Not really. Huckabee was the genial, folksy Republican who was careful to act friendly in front of cameras and so the fact that he clearly had completely batshit ideas didn’t always come across. I don’t know anyone who was fooled by him, though I was kind of worried that low information types might be.
You are both wrong. Huckabee is the representative of the median religious right voter. He hates sexually active women, hates abortion, and hates gays.
On the other hand, he thinks his party is way too close to Wall Street and isn’t reflexively against tax increases.
Think a more extreme version of Ross Douthat.
The thing is, the religious right isn’t large enough to elect a candidate, and the rest of the country thinks the religious right is crazy.
Huckabee supported a few smallish tax increases, and supported property tax equalization, which did good things for our schools. As post-Reconstruction Republican governors go, he was no Win Rockefeller, but he was no Frank White, either.

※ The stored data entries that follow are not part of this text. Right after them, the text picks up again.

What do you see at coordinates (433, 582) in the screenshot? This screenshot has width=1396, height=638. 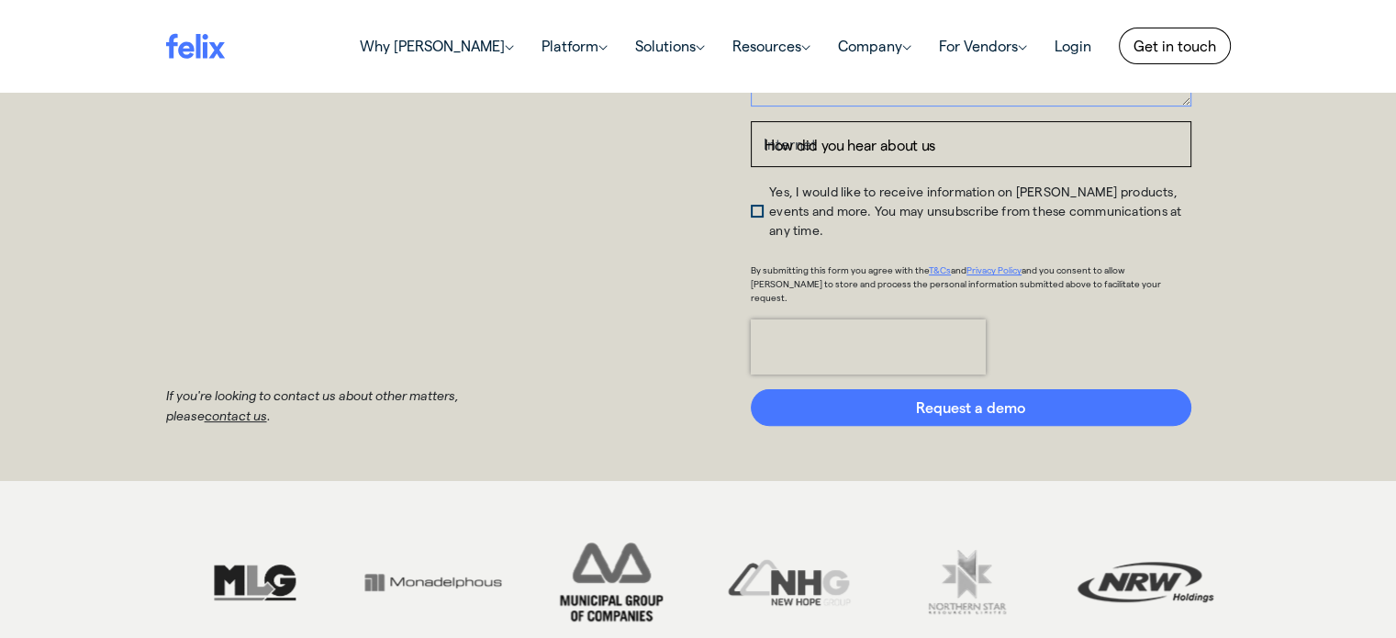 I see `img: monadel grey scale` at bounding box center [433, 582].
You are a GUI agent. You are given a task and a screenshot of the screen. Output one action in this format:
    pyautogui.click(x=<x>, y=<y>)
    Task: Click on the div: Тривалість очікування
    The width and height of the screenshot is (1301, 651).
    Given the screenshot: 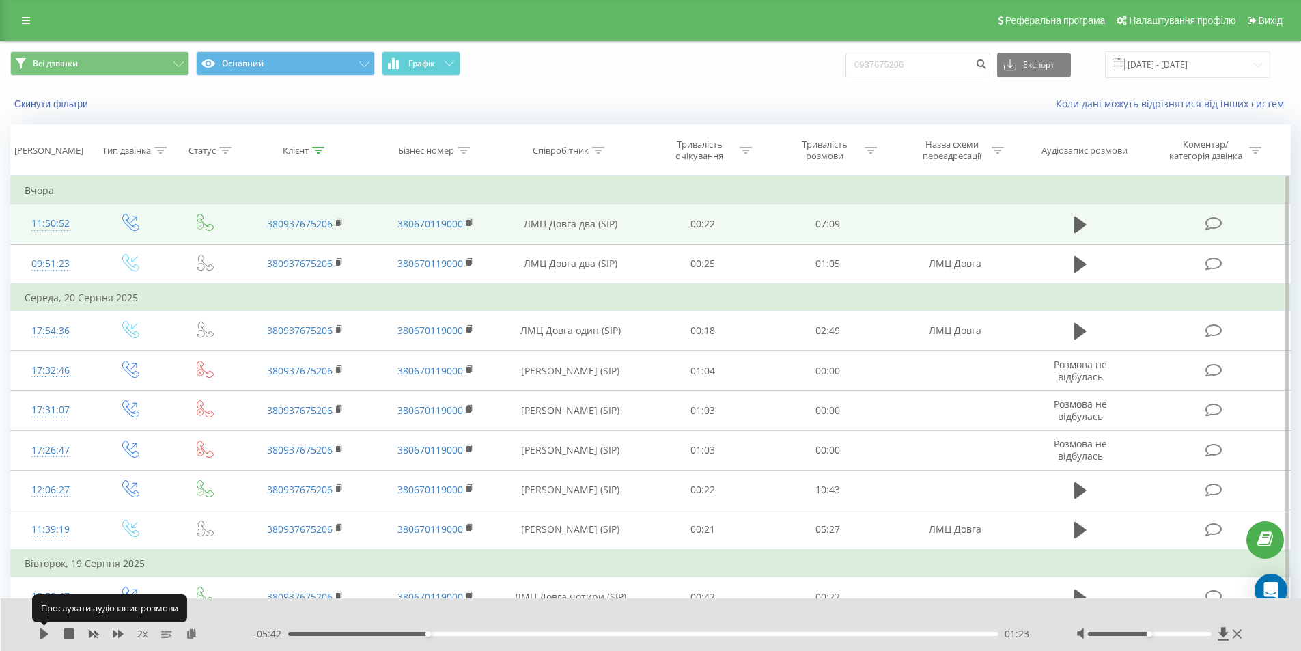 What is the action you would take?
    pyautogui.click(x=699, y=150)
    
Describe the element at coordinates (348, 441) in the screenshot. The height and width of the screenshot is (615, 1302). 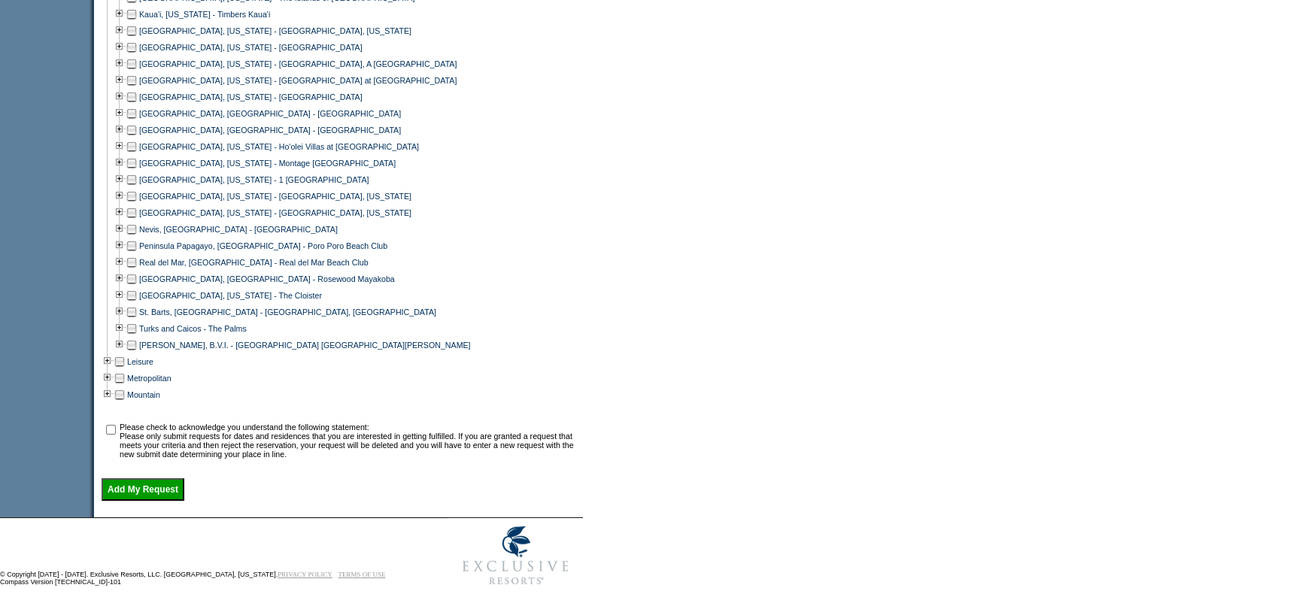
I see `td: Please check to acknowledge you understand the following statement: Please only submit requests f...` at that location.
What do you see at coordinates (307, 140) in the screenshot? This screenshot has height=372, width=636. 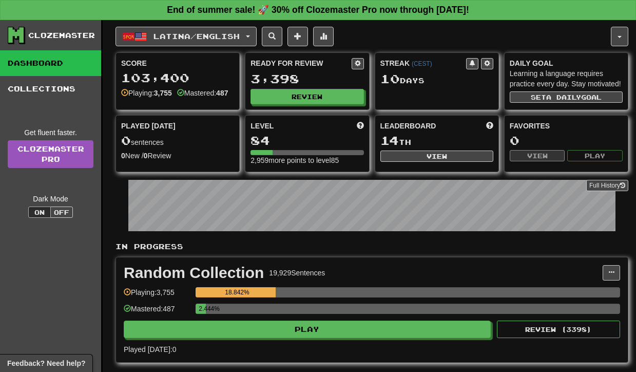 I see `div: 84` at bounding box center [307, 140].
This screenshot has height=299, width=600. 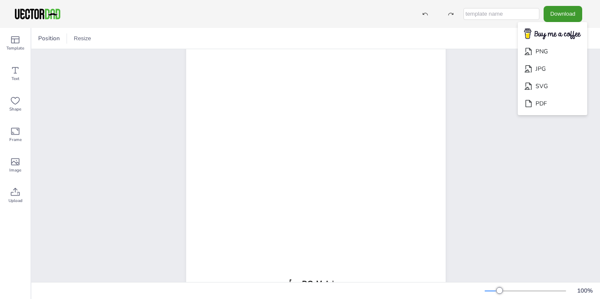 I want to click on ul: Download, so click(x=552, y=69).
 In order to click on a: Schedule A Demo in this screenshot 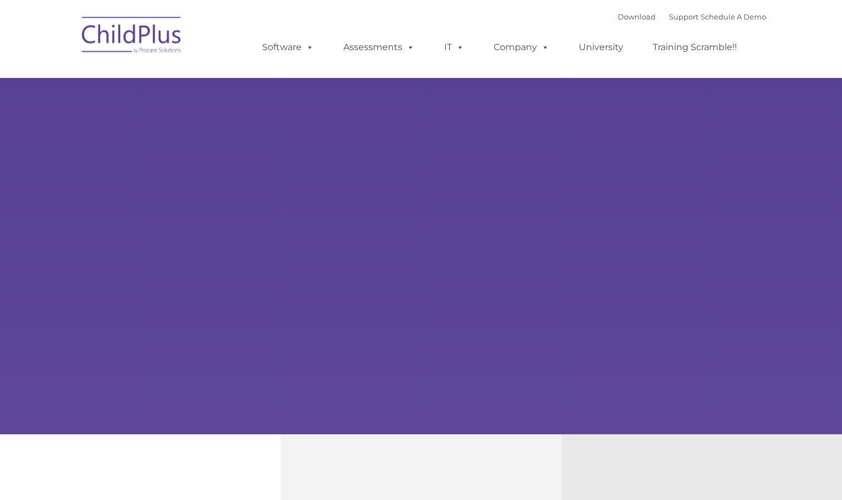, I will do `click(733, 17)`.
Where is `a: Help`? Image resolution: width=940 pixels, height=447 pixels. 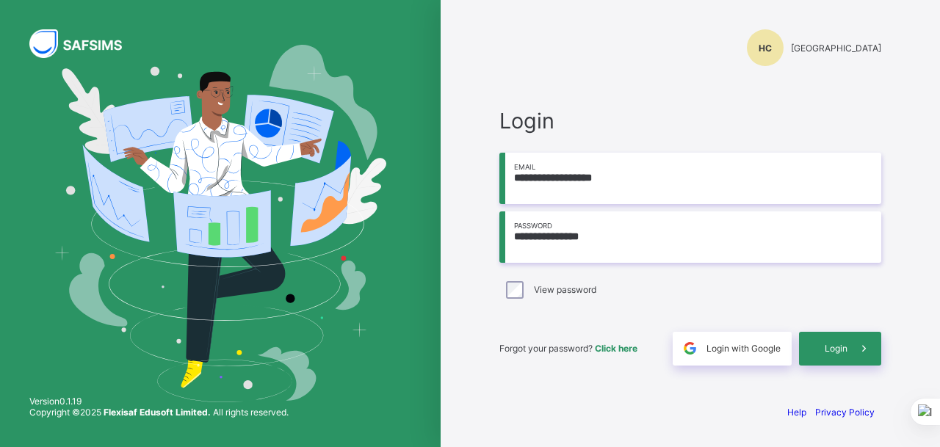
a: Help is located at coordinates (797, 412).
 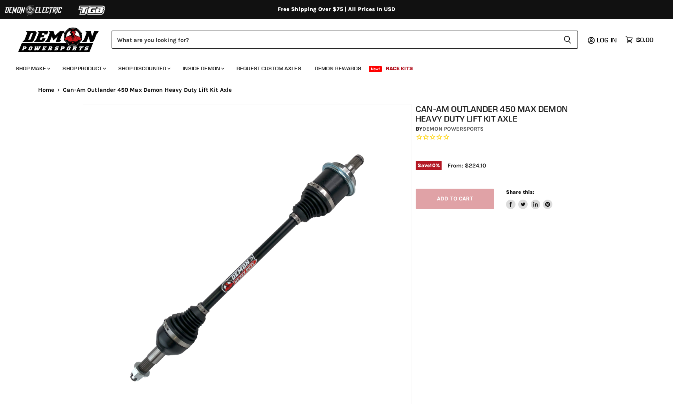 I want to click on nav: Breadcrumbs, so click(x=336, y=90).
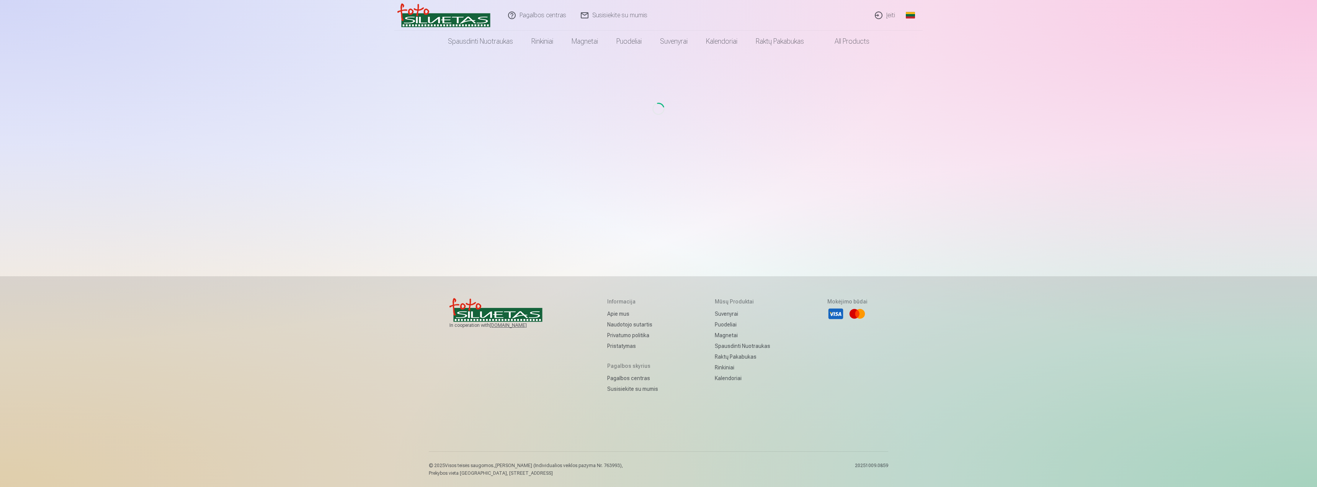 This screenshot has height=487, width=1317. What do you see at coordinates (632, 314) in the screenshot?
I see `a: Apie mus` at bounding box center [632, 314].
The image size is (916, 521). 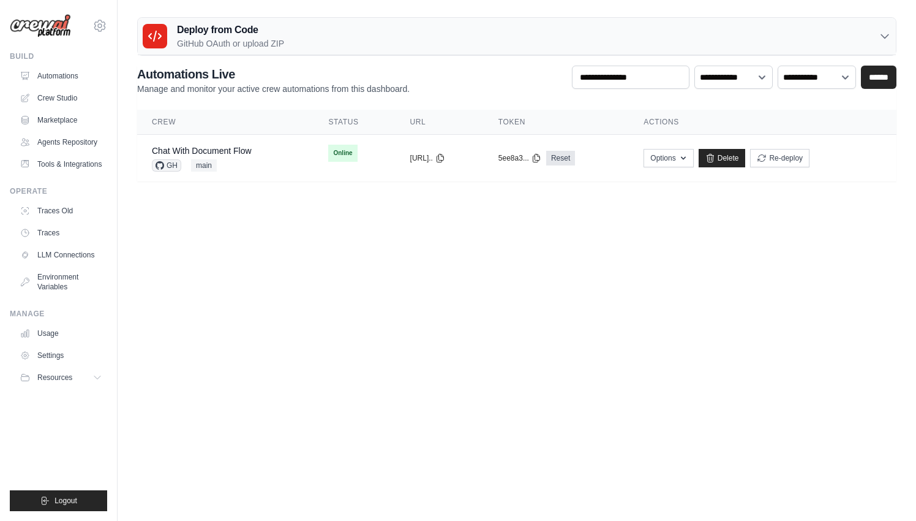 What do you see at coordinates (61, 255) in the screenshot?
I see `a: LLM Connections` at bounding box center [61, 255].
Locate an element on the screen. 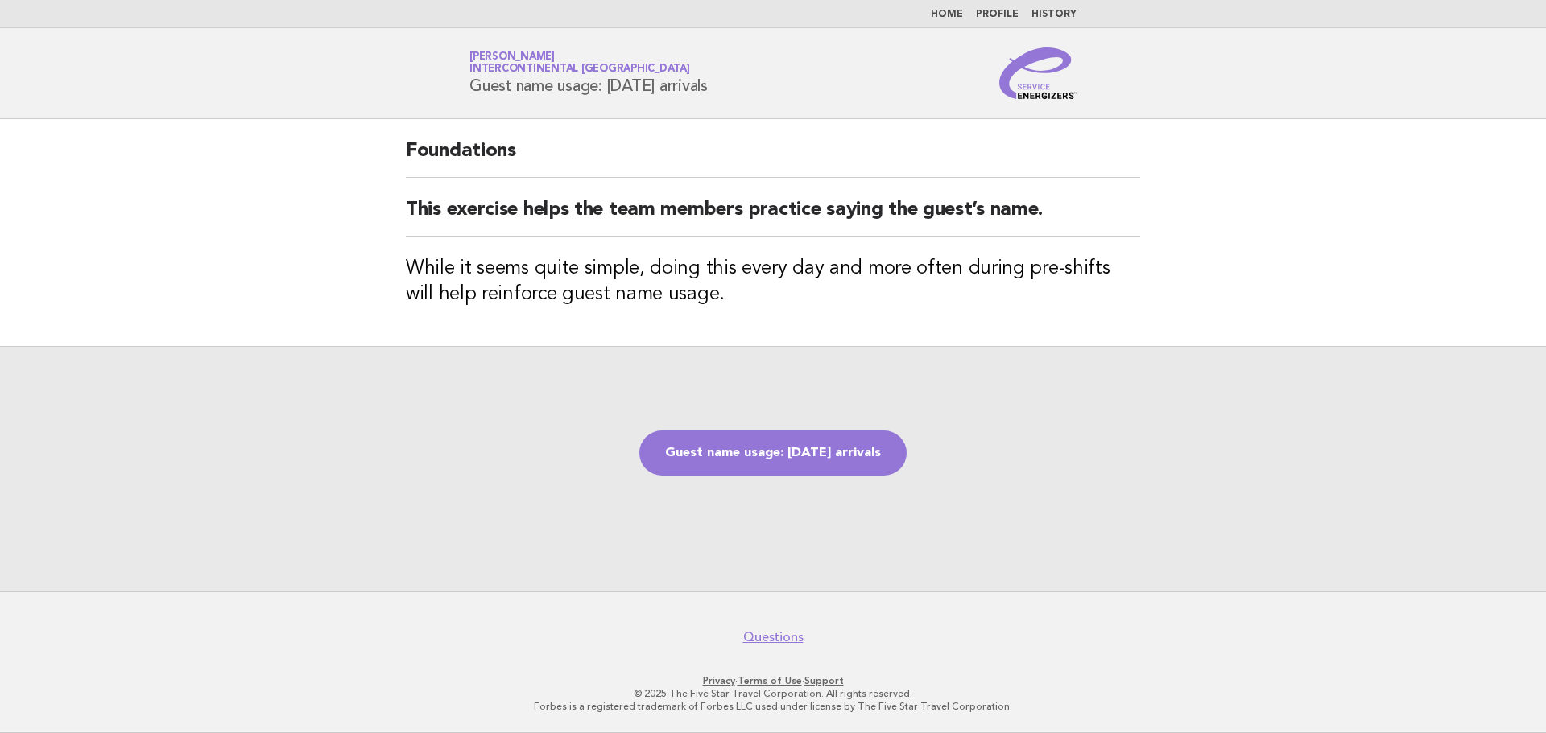 The width and height of the screenshot is (1546, 733). a: Support is located at coordinates (824, 681).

Not that I cared for the man-the first nastygram I got at my newspaper was over something I said about him-but had his points, and he visibly grew in office. Some rise to responsibility. It’s too bad he later shrank. I wouldn’t bet on him rising again.
Harrumph. Neither “the Google” nor online M-W has a def for me. Goodness.
I’m a little confused here - I thought the Official Fact-Based Progressive position was that women, and indeed also men and non-binary identified persons, do often have trouble controlling their libidos, especially trying to acheive complete repression, and so instead of a policy of abstinence-based sex ed we should have contraception and STD treatment education & access.
No. More that the exercise of our libidos shouldn’t be conditioned on our reproductive status.